Editorial: Women can do more to end conflict in NW/SW!.

Editorial Women can do more to end conflict in NW/SW!

For seven years, a bloody conflict has been raging in the North West and South West Regions, forcing displaced women to prostitution, rape and children giving birth to children.

What some of the women groups have done is dole out crumps to the internally displaced and organised "peacebuilding" talk shops that have not contributed to end the vicious fighting.



This week, Reach Out Cameroon organised a Women, Peace and Security, WPS Fair, at the National Museum in Yaounde.

It was attended by over 200 grassroots women peacebuilders, representatives of diplomatic missions, UN agencies, government stakeholders and civil society leaders.

The fair, according to the organisation, was to push for an improvement of women and girls’ representation in peace building processes, initiatives and decision-making structures.

The organisation also said it aims to chart pathways for improved social cohesion in conflict-affected communities and adopt the commitments made to foster peace and social cohesion at the national level.

The fair was to present the exploits of the project titled: “Peace Tables: Promoting Women, Peace and Security, through the Culture of Peace and Social Cohesion in Cameroon”, carried out by Reach Out Cameroon.

The Minister of Women’s Empowerment and the Family, Prof Marie Therese Abena Ondoa, hailed the significant contributions Reach Out Cameroon has made to peace across 40 crisis-affected communities in the North West, South West, Littoral and the West Regions.

He added that the event was “a testimony of our efforts to foster the culture of peace and social cohesion in our beloved nation, Cameroon”

In appreciating the Canadians for sponsoring the fair and the organisers, she said “it is good that we continue to impact the lives of vulnerable people in our communities at different levels and be able to stand behind Reach Out Cameroon, in fostering peace building in our society”.

The Guardian Post congratulates Reach Out Cameroon for its initiative and thanks the Canadian High Commission in Yaounde, for picking up the bills of the event.

We acknowledge that since the start of the senseless conflict that has raged on for some seven years, several local initiatives have been held to bring peace.

They have all failed as insecurity still persists in the two English-speaking Regions. But have women, who constitute the majority of the Cameroon population, done enough to "build peace," which involves calling out and challenging such groups and actors to limit their capacity to foment violence or gain from it?
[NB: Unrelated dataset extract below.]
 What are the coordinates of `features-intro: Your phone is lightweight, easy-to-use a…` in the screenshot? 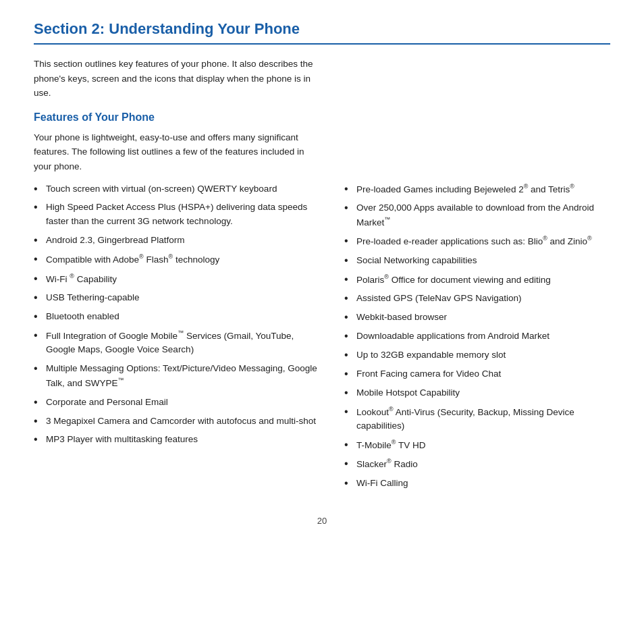 It's located at (176, 153).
By international definition, "peace building is the process of working with two or more conflicting parties to resolve differences peacefully. Peacemakers help improve communication between the two combatants".

By that definition, the various initiatives of peace building, workshops, the Major National Dialogue and talk shops to convince IDPs to return or boys in the bushes, have not been enough to build peace.
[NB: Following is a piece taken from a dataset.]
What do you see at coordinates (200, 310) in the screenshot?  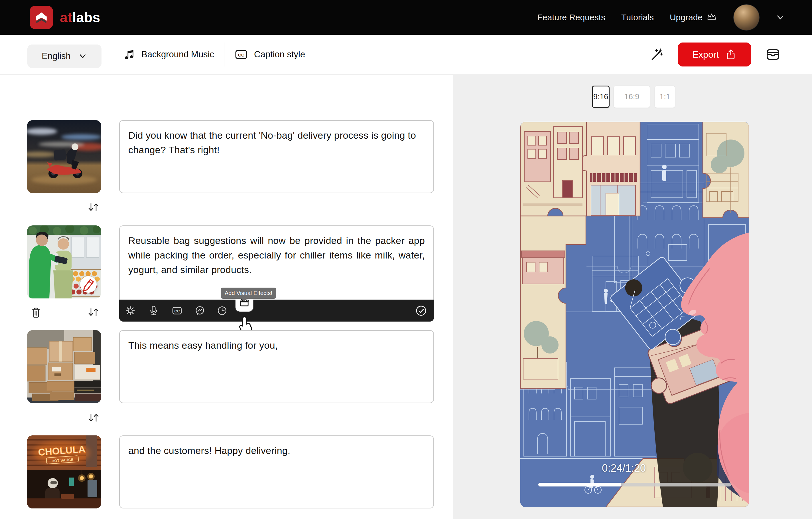 I see `scene-engage-button` at bounding box center [200, 310].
Women, the most affected in the conflict, as research has shown, need to do more, especially given their numerical strength that is not being fully utilised.

They can, as history and research have indicated that their influence on their husbands who wield power in government and Amba camps can help to end the war.

In 2017, for instance, the United States passed legislation that "recognises the diverse roles women play as agents of change in preventing and resolving conflict, countering terrorism and violent extremism, and building post conflict peace and stability".

The strategy seeks to "increase women’s meaningful leadership in political and civic life, by helping to ensure they are empowered to lead and contribute, equipped with the necessary skills and support to succeed, and supported to participate through access to opportunities and resources”.

Cameroon government apologists will say there is no equity in comparing with the United States, even when they classify democracy in Cameroon as "advanced".

There are powerful Cameroonian women who are often cited in politics and government, but they don’t seem to go down the road of encouraging people to talk, repairing relationships and reforming institutions.

Even if they do not want to follow the conventional way, there is still what some academics call "bedroom-channel diplomacy," that can help.

ln an article in Foreign Policy, an American Think Tank, Janine di Giovanni, writes in Aristophanes’ comedy Lysistrata "that women of ancient Athens and Sparta discovered an ingenious way of ending the war between the two city-states. They withheld sex from their menfolk, until the warriors ceased fighting and sat down to settle terms. It’s possibly the most original and effective peace process ever devised".

Even in neighbouring Nigeria, women's influence over men is called "bottom power".

It goes beyond comedy to justify that Cameroonian women can, and should do enough to build peace in the North West and South West Regions, by influencing the men in power to take action or do so themselves by using their majority to influence peace building actions, not just by staging seminars and workshops.